3. The striking imagery is what drew my attention to this poem, depicting the most minute details in the most beautiful manner. Having heard it read aloud by Margaret Gibson herself, I felt the passion which responded to each carefully choosen word used to describe that rudimentary but necessary tradition. When the poem transitions towards the broader scope of sight, it concretes the sense that everything happens for a reason. As a result, the reader feels enlightened and at ease with the up and downs of life.

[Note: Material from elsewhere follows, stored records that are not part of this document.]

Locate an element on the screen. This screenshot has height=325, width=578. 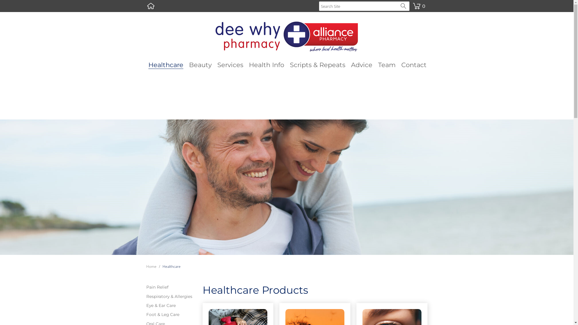
Advice is located at coordinates (362, 65).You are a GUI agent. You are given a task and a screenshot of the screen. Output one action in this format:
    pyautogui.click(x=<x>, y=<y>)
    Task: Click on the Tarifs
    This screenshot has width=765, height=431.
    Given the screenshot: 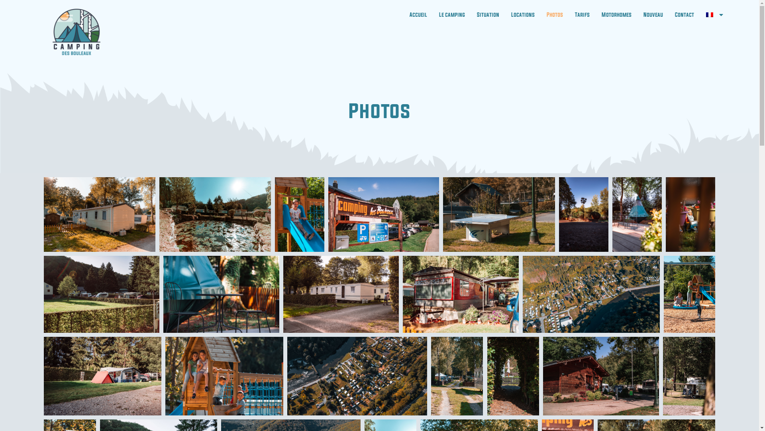 What is the action you would take?
    pyautogui.click(x=583, y=15)
     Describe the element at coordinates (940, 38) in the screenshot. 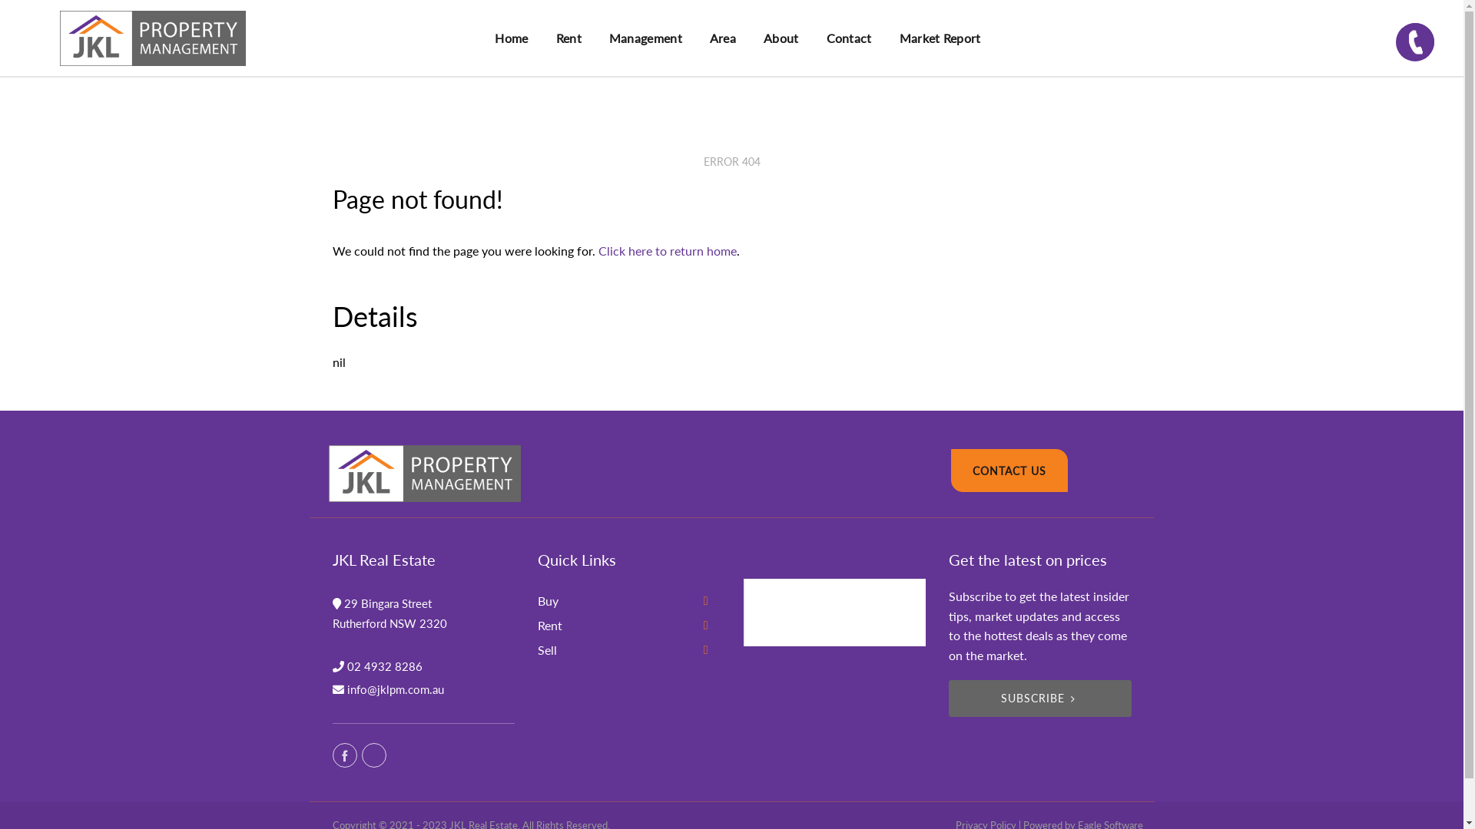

4. Margaret Gibson's "Newspaper Photograph" is comparable to Keat's "On Seeing the Elgin Marbles." The hardships associated with the life and death of humanity are clearly presented in both poems. Whereas, Keats' speaker has to deal with each "imagined pinnacle (line 3)" moving towards his or her inevitable death, Gibson's Indian women must overcome their daily affliction to "make a wheel: wheel of life and death (line 20)" Keats' speaker struggles with the inability to become immoral like the Elgin Marbles, but consequently becoming immortilized by this poem. The Indian women are indirectly immortilized through the continuous cycle of tradition, the newspaper photograph and Gibson's poem. After reading Keats' structured sonnet, the reader has a sense of confusion, ultimately asking why such different concepts are linked together. Whereas, after ready Gibson's poem, the reader has a clear understanding of how the story of the Indian women is linked to a greater understanding of the present vision and how it affects the future.

Keats, John. "On Seeing the Elgin Marbles." The Norton Introduction to Poetry. J. Paul Hunter, Alison Booth, and Kelly J. Mays. 9th edition. New York: Norton, 2007. 344.